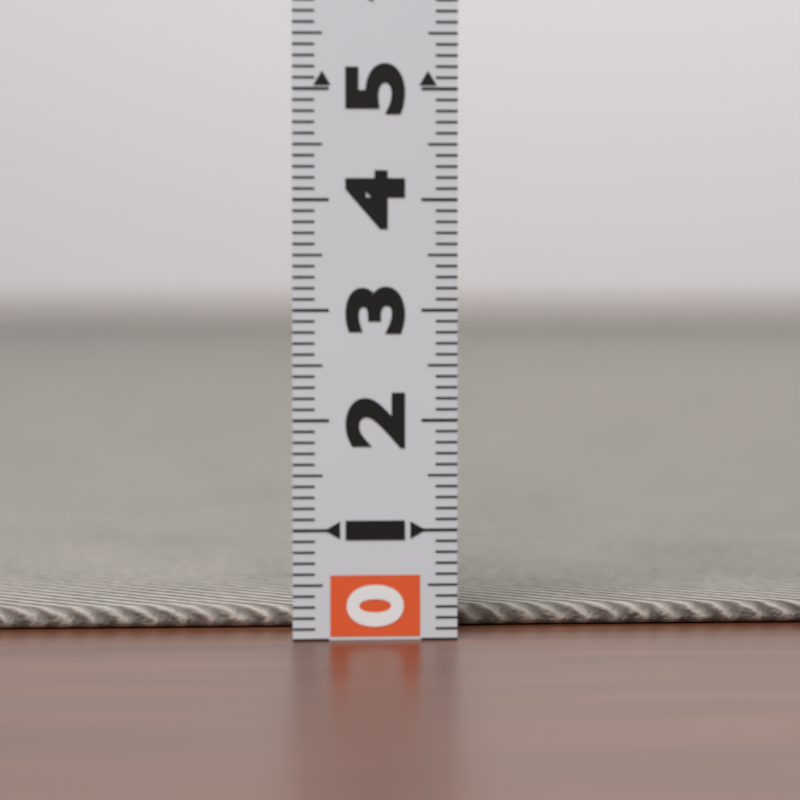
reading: 0.2 (no unit)
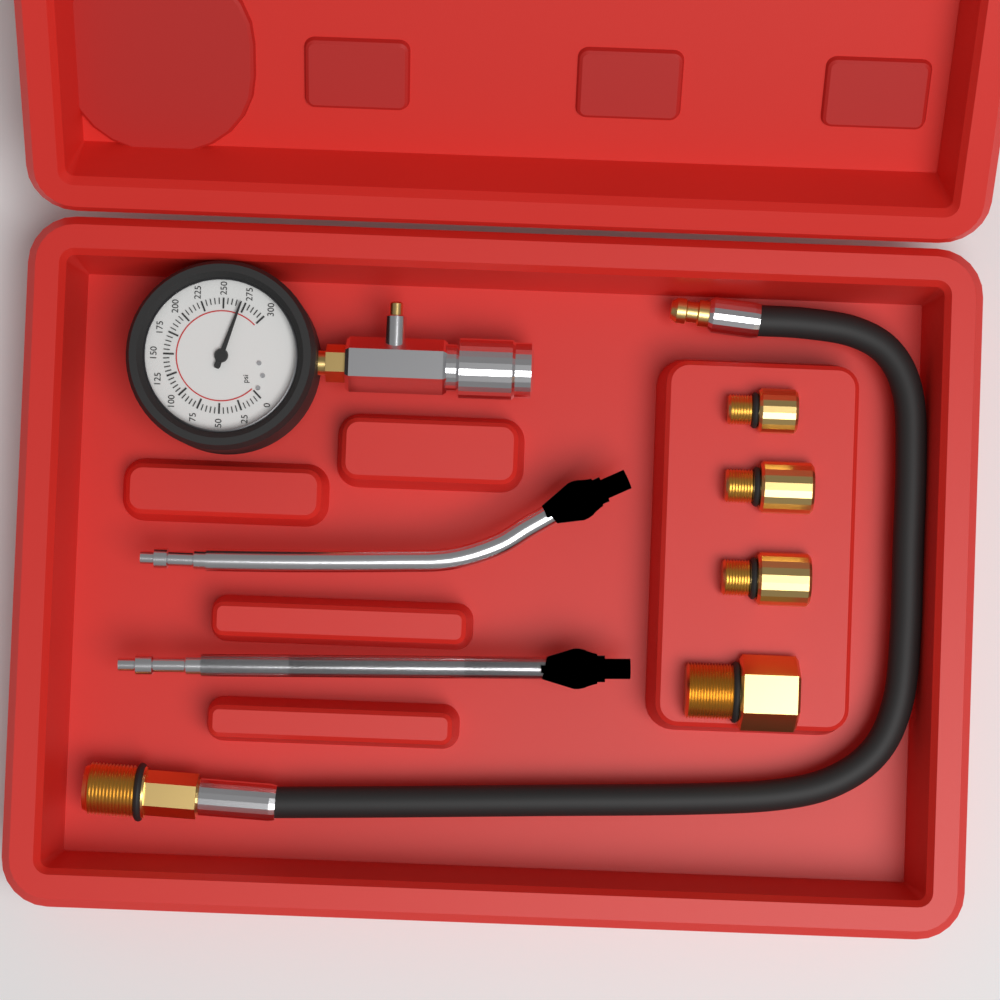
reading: 270 psi
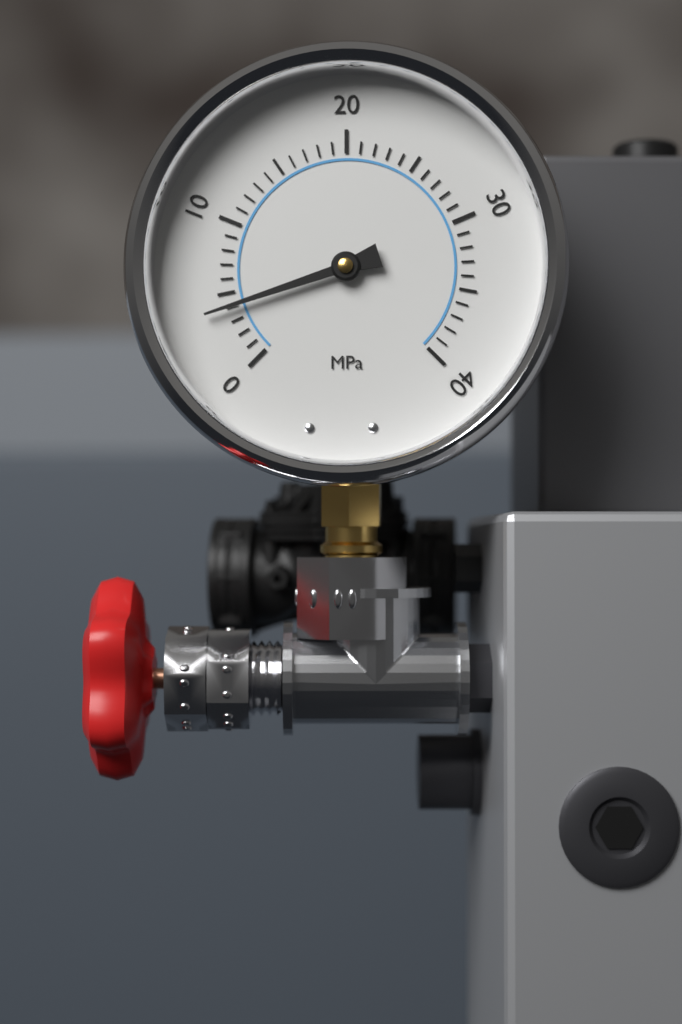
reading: 4 MPa
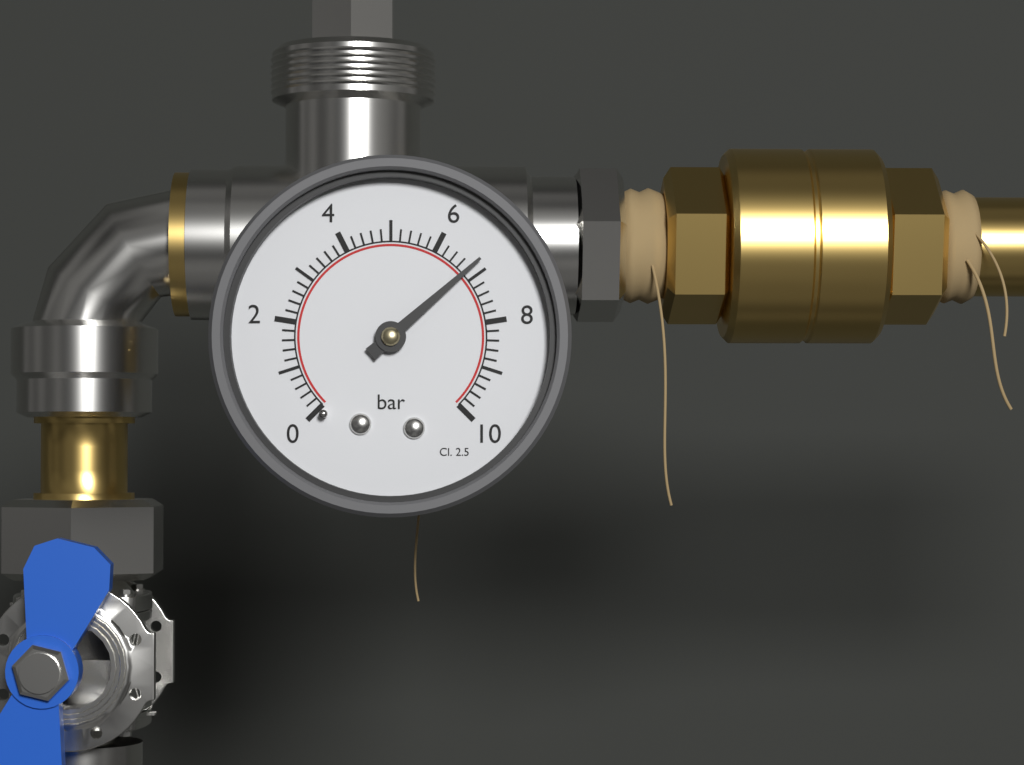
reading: 6.8 bar
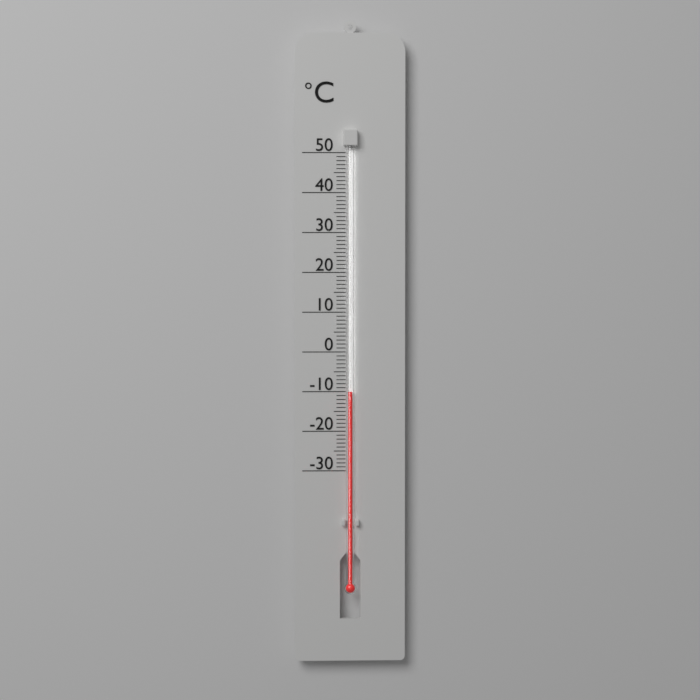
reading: -10 °C
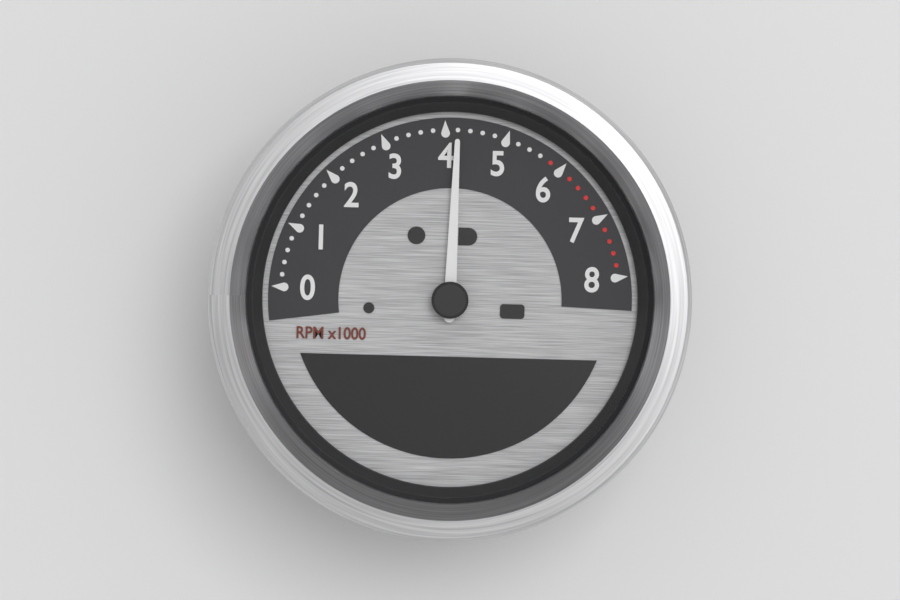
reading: 4200 RPM
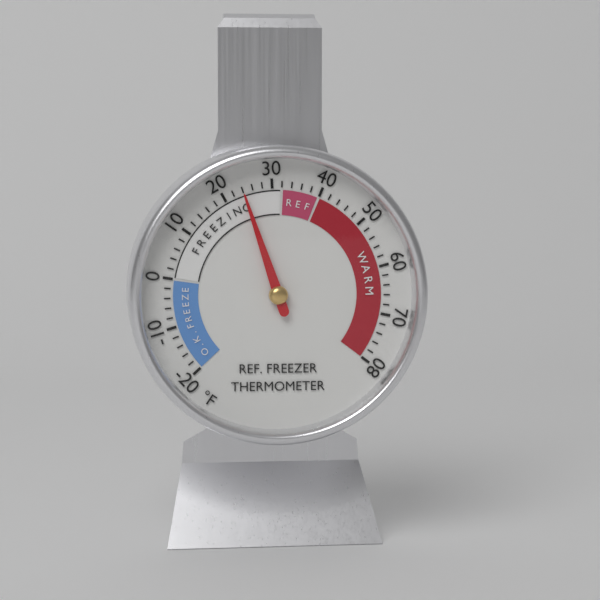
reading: 24 °F
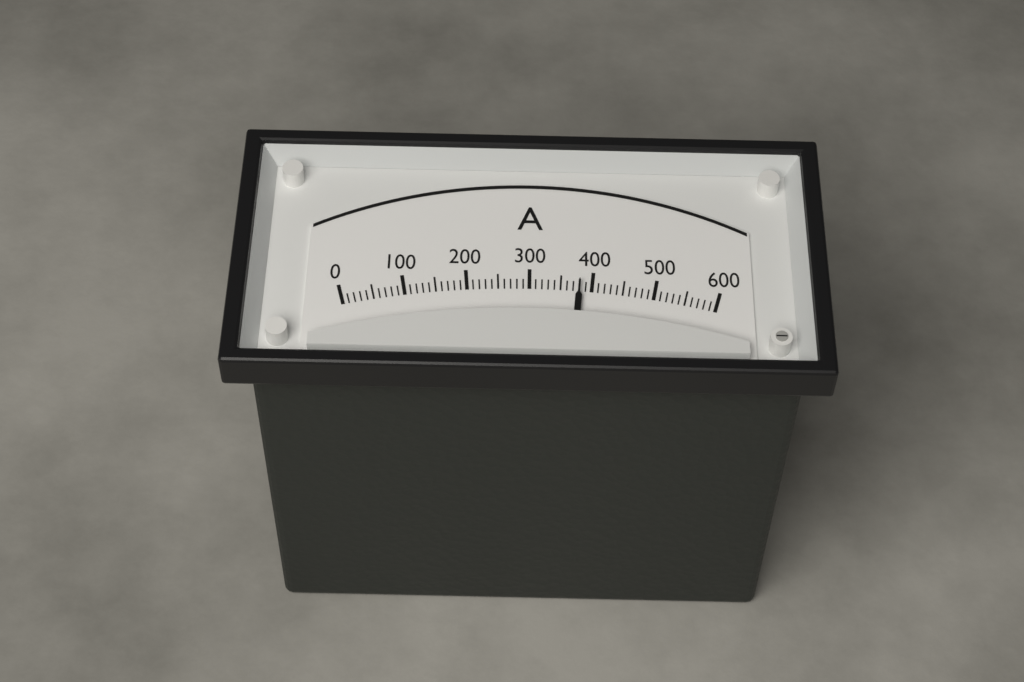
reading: 380 A
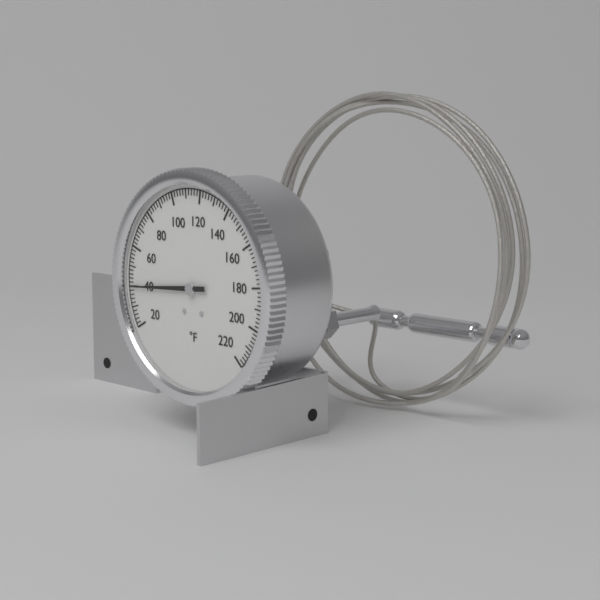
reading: 40 °F
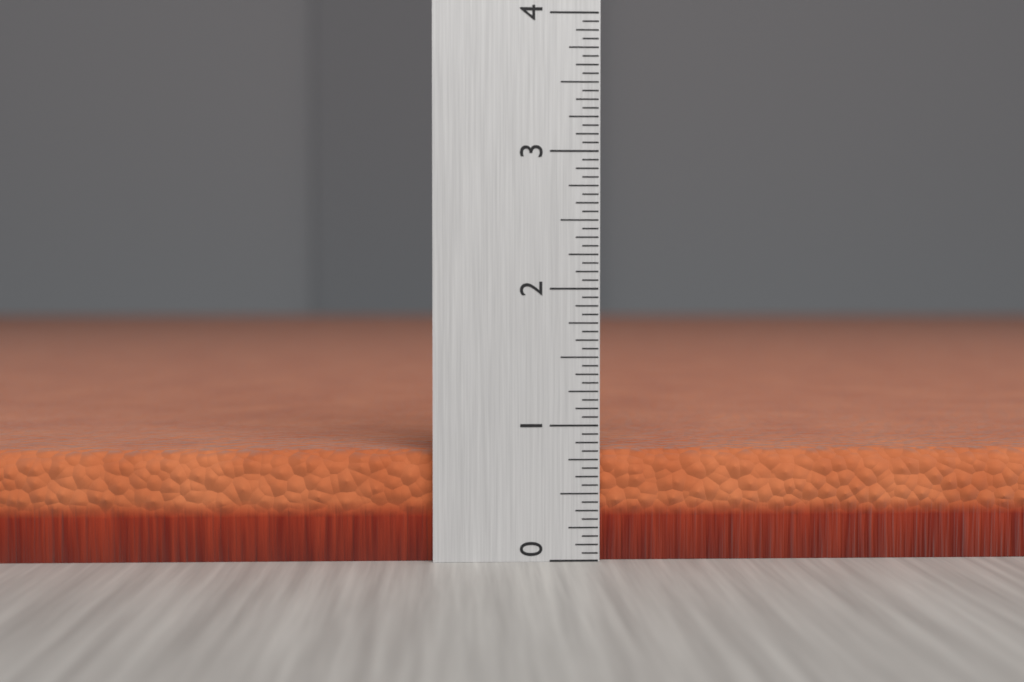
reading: 0.8125 (no unit)
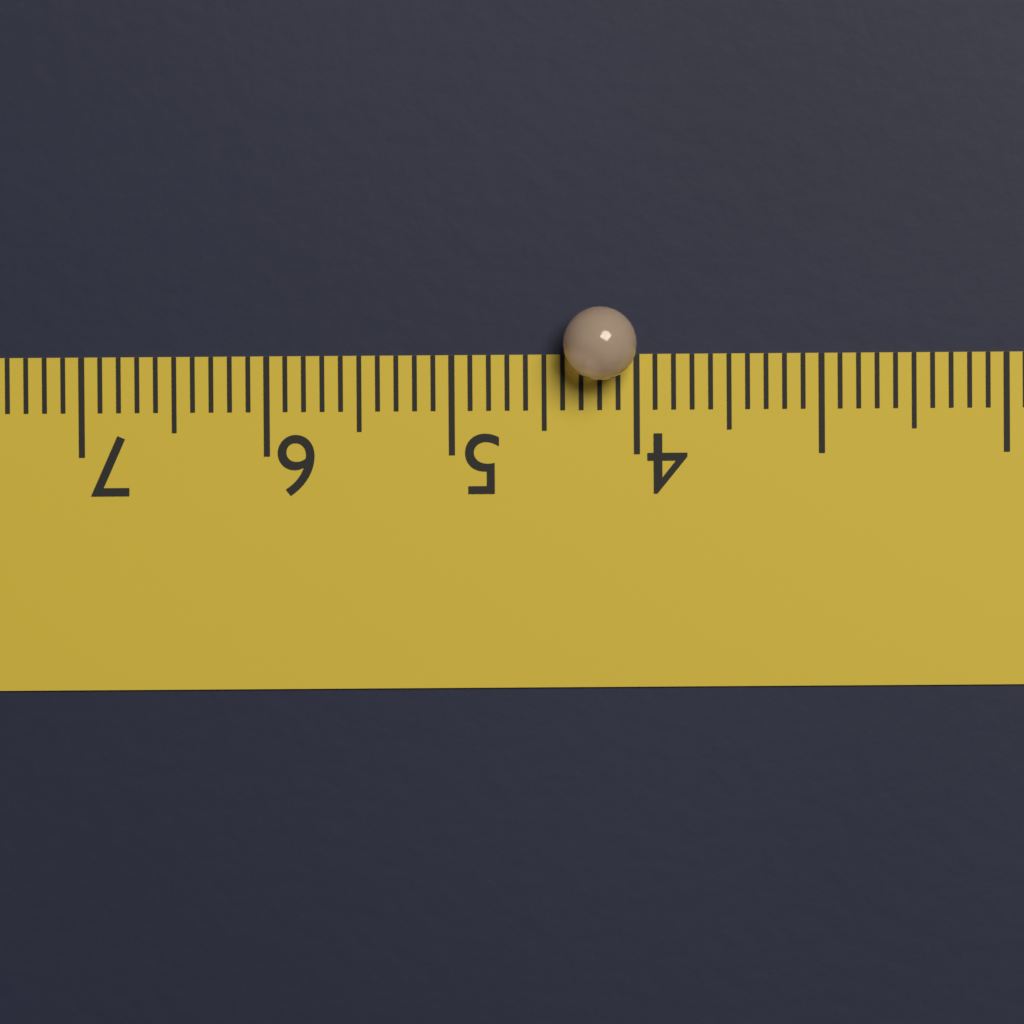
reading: 4.4 (no unit)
#####
#### What you need to do
Write out the lines beginning at the line with "reading: 270 psi" and ending at the last line of the entries. Include no pictures.

#### Solution to this exercise
reading: 270 psi
reading: 4 MPa
reading: 6.8 bar
reading: -10 °C
reading: 4200 RPM
reading: 24 °F
reading: 380 A
reading: 40 °F
reading: 0.8125 (no unit)
reading: 4.4 (no unit)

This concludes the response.